Event



Mechanisms of CRISPR-mediated immunity and applications beyond editing

Biology Seminar
Andrew Santiago-Frangos, Ph.D.
- | Tedori Family Auditorium
Dr. Santiago-Frangos

My research aims to understand how bacteria and archaea regulate their CRISPR adaptive immune systems. To adapt and acquire immunity to new phages, CRISPR-associated proteins (Cas1 and Cas2) integrate fragments of phage DNA ("spacers") at the "leader-end" of the CRISPR locus, near the transcription start site. Polarized integration is crucial because spacers at the leader-end of the CRISPR provide greater immunity against recently encountered phages. But how Cas1-2 recognizes the leader-end of the CRISPR remains poorly understood. Next, the CRISPR locus is transcribed and processed into "guide RNAs" that are loaded into surveillance complexes (i.e., Cas9 or Csm complexes). Upon sensing viral RNA, the Csm complex makes cyclic oligonucleotide messengers that regulate CRISPR immune effectors critical for phage defense. But the biological roles of many of these immune effectors, which include nucleases and peptidases, remain understudied. Addressing knowledge gaps in CRISPR adaptation and CRISPR immune signaling provides insight into how bacteria and archaea evade phage predation, with implications in understanding the human microbiome, the design of phage therapies, and the development of new biotechnological tools such as genetic recording devices and diagnostics. I am using a combinatorial approach of bioinformatics, biochemistry, and cryo-electron microscopy to discover how conserved CRISPR leader DNA motifs are recognized and folded to regulate CRISPR adaptation. Further, to address an urgent need for inexpensive and rapid detection of viruses, I have repurposed a CRISPR immune signaling pathway to detect SARS-CoV-2 in patient samples.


Exercise instructions | Without including any images, reproduce each entry exactly.

┌──

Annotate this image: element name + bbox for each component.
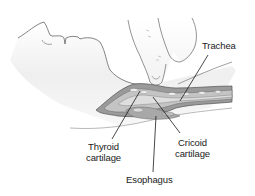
label-cricoid-line1: Cricoid bbox=[175, 137, 210, 148]
label-trachea: Trachea bbox=[202, 40, 236, 51]
label-thyroid-cartilage: Thyroid cartilage bbox=[86, 141, 121, 163]
label-trachea-text: Trachea bbox=[202, 40, 236, 51]
leader-esophagus bbox=[153, 116, 156, 172]
hand-applying-pressure bbox=[128, 18, 197, 85]
label-thyroid-line2: cartilage bbox=[86, 152, 121, 163]
label-esophagus-text: Esophagus bbox=[126, 174, 173, 185]
cricoid-pressure-illustration bbox=[0, 0, 255, 196]
label-cricoid-cartilage: Cricoid cartilage bbox=[175, 137, 210, 159]
label-thyroid-line1: Thyroid bbox=[86, 141, 121, 152]
label-esophagus: Esophagus bbox=[126, 174, 173, 185]
label-cricoid-line2: cartilage bbox=[175, 148, 210, 159]
esophagus-lumen bbox=[133, 108, 143, 112]
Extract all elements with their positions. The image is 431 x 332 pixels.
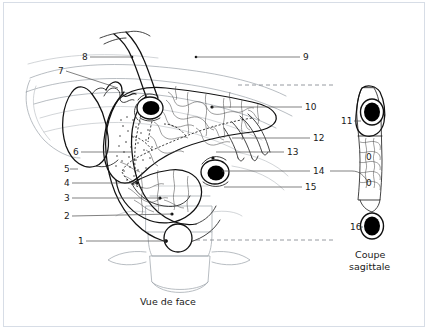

└──

Solved problem |
Annotate this image: element name + bbox for each component.
label-cricoid-line1: Cricoid bbox=[175, 137, 210, 148]
label-trachea: Trachea bbox=[202, 40, 236, 51]
label-thyroid-cartilage: Thyroid cartilage bbox=[86, 141, 121, 163]
label-trachea-text: Trachea bbox=[202, 40, 236, 51]
leader-esophagus bbox=[153, 116, 156, 172]
hand-applying-pressure bbox=[128, 18, 197, 85]
label-thyroid-line2: cartilage bbox=[86, 152, 121, 163]
label-esophagus-text: Esophagus bbox=[126, 174, 173, 185]
cricoid-pressure-illustration bbox=[0, 0, 255, 196]
label-cricoid-cartilage: Cricoid cartilage bbox=[175, 137, 210, 159]
label-thyroid-line1: Thyroid bbox=[86, 141, 121, 152]
label-esophagus: Esophagus bbox=[126, 174, 173, 185]
label-cricoid-line2: cartilage bbox=[175, 148, 210, 159]
esophagus-lumen bbox=[133, 108, 143, 112]
Extract all elements with their positions. The image is 431 x 332 pixels.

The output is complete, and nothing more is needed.